API Gateway vs Traditional Load Balancer

Feature API Gateway Load Balancer
REST API Management Yes Limited
Authentication Built-in External
Rate Limiting Yes Limited
Request Validation Yes No
Lambda Integration Native No
Usage Plans Yes No

DynamoDB vs Relational Database

Feature DynamoDB Relational Database
Data Model NoSQL Relational
Schema Flexible Fixed
Scaling Automatic Manual or managed
Performance Single-digit millisecond latency Depends on workload
Transactions Supported (with limitations compared to relational databases) Full ACID support

Best Practices

  • Design DynamoDB tables based on access patterns.
  • Keep Lambda functions focused on one responsibility.
  • Use Spring Cloud Function for reusable business logic.
  • Validate requests in API Gateway when possible.
  • Secure APIs using OAuth2 or Cognito.
  • Publish business events after successful transactions.
  • Monitor API Gateway, Lambda, and DynamoDB with CloudWatch.
  • Configure alarms for latency, errors, and throttling.
  • Use infrastructure as code for deployments.
  • Implement idempotency for operations that may be retried.

Common Challenges

Challenge Solution
Lambda cold starts Optimize dependencies or use Provisioned Concurrency
DynamoDB hot partitions Choose effective partition keys
API throttling Configure usage plans and quotas
Duplicate requests Use idempotency keys
Large payloads Store large objects in Amazon S3 and persist references in DynamoDB

Complete Request Flow

flowchart LR
    REQUEST[Client Request]

    REQUEST --> APIGW[API Gateway]

    APIGW --> LAMBDA[Lambda]

    LAMBDA --> FUNCTION[Spring Cloud Function]

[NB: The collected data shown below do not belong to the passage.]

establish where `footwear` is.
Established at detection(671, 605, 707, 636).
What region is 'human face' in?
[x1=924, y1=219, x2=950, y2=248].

    FUNCTION --> DDB[DynamoDB]

    DDB --> RESPONSE[Success Response]

    RESPONSE --> CLIENT[Client]

Interview Questions

  1. Why combine API Gateway, Lambda, and DynamoDB?
  2. How does API Gateway invoke Lambda?
  3. What advantages does Spring Cloud Function provide?
  4. How does DynamoDB scale?
  5. What authentication mechanisms does API Gateway support?
  6. How do you reduce Lambda cold starts?
  7. How would you model data in DynamoDB?
  8. When would you choose DynamoDB over Amazon RDS?

Summary

The combination of Amazon API Gateway, AWS Lambda, Spring Cloud Function, and Amazon DynamoDB provides a powerful foundation for building serverless REST APIs.

Key benefits include:

  • Fully managed infrastructure
  • Automatic scaling
  • High availability
  • Event-driven integration
  • Low operational overhead
  • Pay-per-use pricing

This architecture is widely adopted for cloud-native applications because it allows teams to focus on business functionality while AWS manages the underlying infrastructure.